Columbia Entertainment Company is solely volunteer based, with no paid actors. Curry likes this aspect of it.
“It’s just all members of the community coming together for something that they all love to do.” Curry says. “So you could go see your neighbor up there, somebody’s who’s had a hidden passion, or that you didn’t even know did this sort of thing.” Or perhaps even your banker.
Time management, Curry says, is her biggest challenge. Even when a show is coming up, she tries to devote all of her attention to the bank when at work. She has a large support system at the bank; a group of her co-workers come to every show.
“I believe I do possess a very strong skill set of data analytics and things like that, organization-wise, so I feed off of that during the day, and then at night, when I do the creative stuff, it’s a whole other world,” Curry says.
However, sometimes those worlds overlap.
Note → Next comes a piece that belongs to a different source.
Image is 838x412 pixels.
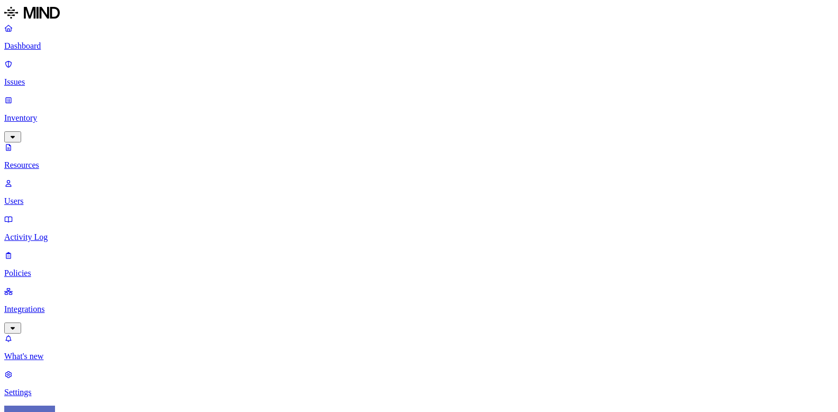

Both require speaking and communication skills.
“My job is customer facing, and having acting skills and performing skills helps you become a better speaker in general, no matter what crowd you’re in front of or who you’re trying to talk to,” she says.
Curry has a knack for memorizing lines. Sometimes, this parallels communication with clients. She says, “My particular trick is learning the whole conversation first, so if you know you’re trying to get from point A to point B, it doesn’t matter what you say, you’ve just got to get there, and then you just kind of refine, refine, refine until you get the lines just right.”
Curry has several dream roles, one of which she has already fulfilled (as Little Red Riding Hood, in “Into the Woods” at MU). Curry prefers more contemporary musicals, and she would love a chance to be Elle Woods in the “Legally Blonde” musical, or Jo, from “Little Women, The Musical.”
“Being a Disney princess always works too,” Curry says. She will be on stage next as Ariel, in “The Little Mermaid,” opening September 1.
The show will run September 1 through 5, 8 through 11, and 15 through 18.